The 'Jacobins' of the twentieth century [the Bolsheviks] would not guillotine the capitalists---to follow a good example does not mean copying it. It would be enough to arrest fifty to a hundred financial magnates and bigwigs, the chief knights of embezzlement and of robbery by the banks. It would be enough to arrest them for a few weeks to expose their frauds and show all exploited people 'who needs the [First World] war.'(8)


In conclusion: you attribute to the leadership of the Bolsheviks the criminal rule of Stalin's bureaucratic distortion of the Soviet state. Such blatant misrepresentation is not necessary, RD---there are plenty of procapitalist morons willing to make such ideologically contrived conflations in the name of discrediting communism. The Bolsheviks---as I've said many times before---made plenty of mistakes after their premature seizure of the faltering bourgeois dictatorship BUT they were, at the time of the revolution, supported by the majority of Russia (a material precondition, as they insisted, for successful revolution).
_______________


Notes:

1. Trotsky, 'On the United Front,' The First Five Years of the Communist International volume two, Pioneer Publishers 1953, p. 91.

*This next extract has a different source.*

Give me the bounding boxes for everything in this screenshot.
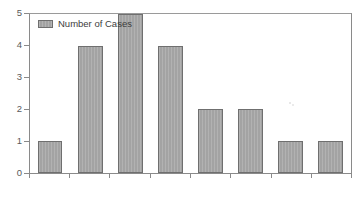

2. Trotsky, 'Report on the "Balance Sheet" of the Third Congress of the Communist International,' The First Five Years of the Communist International volume one, Pioneer Publishers 1945, p. 301.

3. Lenin, 'The Proletarian Revolution and the Renegade Kautsky,' Collected Works volume 28, Progress Publishers 1965, p. 309.

4. Lenin, '"Left-Wing" Communism---An Infantile Disorder,' Collected Works volume 31, Progress Publishers 1966, p. 58.

5. Ibid., pp. 92-3.

6. Engels, The Peasant War in Germany, International 1926, p. 29.

7. Lenin, 'One Step Foward, Two Steps Back: Reply to Rosa Luxemburg,' Collected Works volume 7, Progress Publishers 1965, pp. 476-7.

8. Lenin, 'Enemies of the People,' Collected Works volume 25, Progress Publishers 1964, pp. 57-8.